MATH 251, Probability and Statistics I, Fall 2001, Sept. 17, Day 8

HW 7 Comments:  If you get your QQ plot from Analyze>Descriptive Statistics>Explore: Plots: Normality Plots, the "Expected" axis gives you standard normal numbers.  If you use Graphs>QQ, you get raw numbers on the "Expected" axis.


HW Day 8, Monday Sept.17  Read:  2.1 Scatterplots   + handout on scatterplot smoothing by hand with Median Trace (+ handout of fig. 2.8, Nitrogen Oxides vs. CO)
Also SPSS manual pp. 57-61.  This is very compact, and incomplete.  Supplementary notes:
---Simple scatterplot menu p. 58:  Put a variable in the "Label cases by" box. Then in the chart editor click  left hand button on the lower toolbar (little rectangle icon, "Point ID")  and you can click on points and label them.  Chart Options, labels "off" will clean them away.
---To show 2 or more groups (text p. 209) Simple scatterplot menu p. 58.  Put the categorical variable of the groups in the "Set Markers by" box.  You will need to edit the point shape of one of the groups to print it, unless you have a color printer.
---Smoothing is done with the Lowess fit line (bottom picture p. 61)
        In Chart editor:  Chart>Options:Fit line (check Total or Subgroups):Fit options:Lowess.
           The smaller the percent, the narrower the moving "window" used.
---The overplotting of duplicate points is "solved" in SPSS by using "sunflowers" to plot several points in a local area as a flower with one petal per point.  Chart Options; you can have sunflowers-- or labels &subgroups-- but not both at the same time. (You can copy a chart using the Outline, format each one differently.)
---(For 2.2, 2.3)To get correlation or regression numbers for a group: Analyze/Regression /Linear.(p.59) Put your variable for subgroups into "Selection variable"; hit the Rule button. Type in the value for the group you want (you need to know what that is--M or F, or Male or Female?)

Read ahead,  2.2 (Correlation)
Hand in: Scatterplots (ch2.1)
p. 120, 2.3 car exhaust a and b. With it,
   do a median trace on fig. 2.8 (handout) 
Using SPSS: 
2.8 speed/fuel  Save your data file. 
2.10 body mass M//F (use "Set Markers by" sex) 
     Save your data file. 
2.11 botulism
2.17 pecking order You may use medians instead of means 
(getting SPSS to get you the means can be done but it's tricky.  You can eyeball the medians on your printed graph).
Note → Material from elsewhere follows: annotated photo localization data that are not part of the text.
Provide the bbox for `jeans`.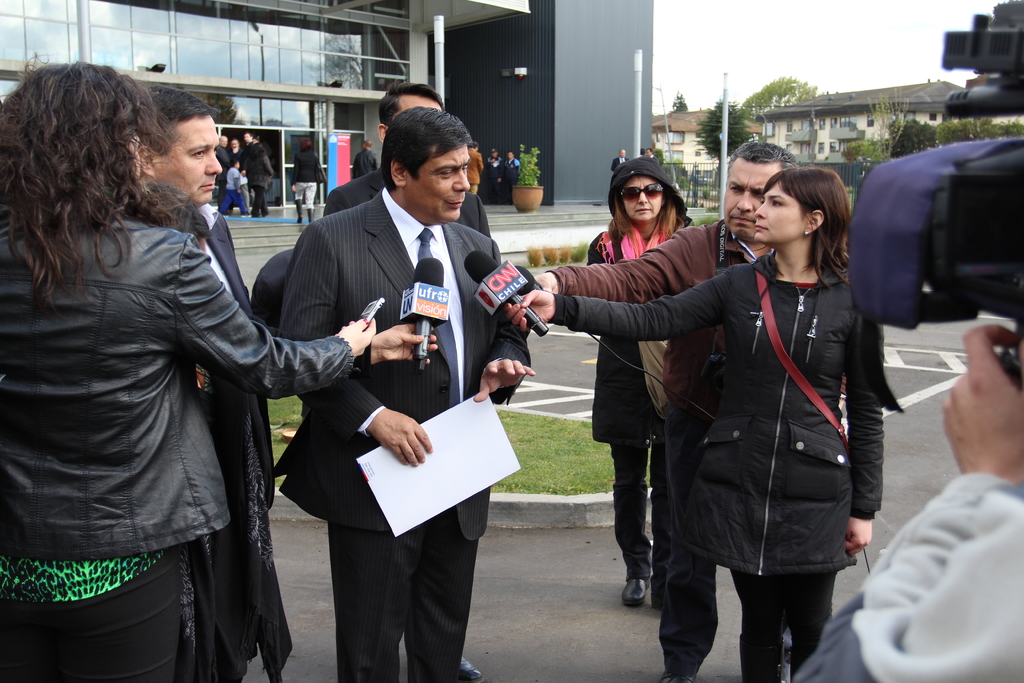
x1=614, y1=445, x2=656, y2=577.
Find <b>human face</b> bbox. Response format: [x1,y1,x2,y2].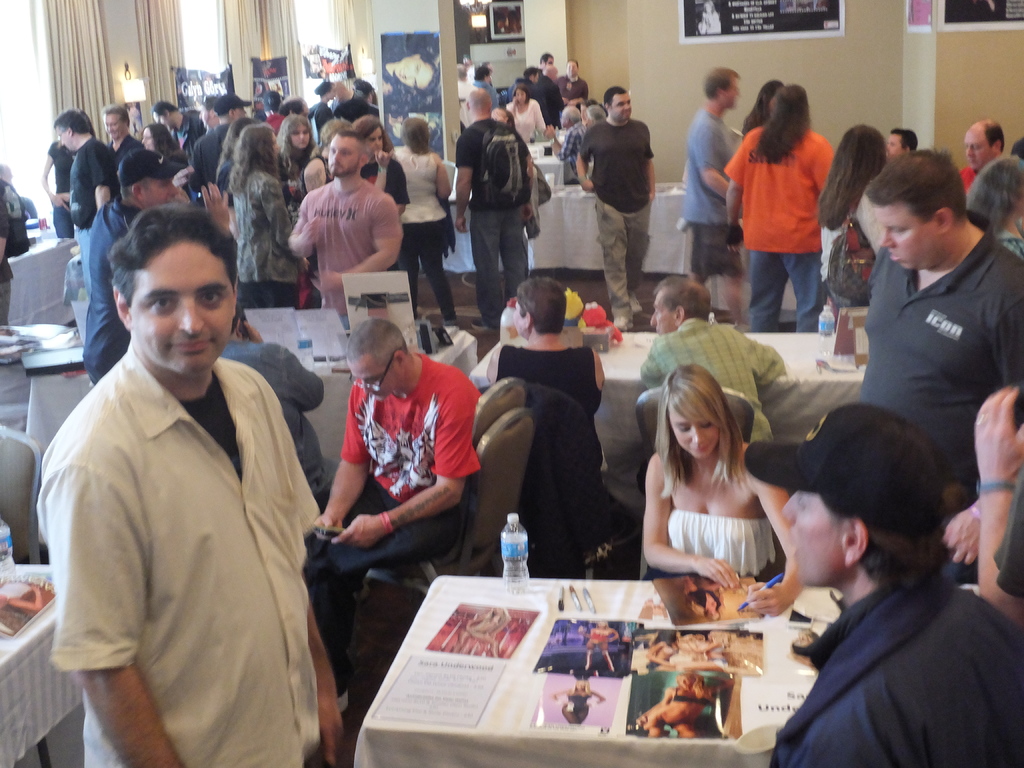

See notes below.
Read, discuss 
p. 117, 2.1, 2.2 
 
 
 
 
 
 

 

Optional 
2.7 erosion,plot by hand if you need the practice.
Notes on Pecking order, 2.17:  As a .DAT file, the data set is given this way: Pecking order is the first
variable, and Weight the second.  (You might expect a third, for pen number.  The data is in order of pen number,
so you could put it in easily if you wanted.)
As an Excel file, it's very different--it looks exactly like the book's layout (Row A is an overall title, not part of data).  You can plot each pen's results separately, on the same axes, using Graph>Scatterplot: Overlay.  Use Help to see how.

Though you are supposed to study "the effect of weight on pecking order," it is visually easier to put pecking order on the x-axis, I think.  The simplest analysis here is to look at the median weights for each pecking order.  A more detailed analysis would connect up the dots for each pen so you could see how the 4 chickens in each pen relate.  You can do this with Lowess--try but don't spend too much time on it.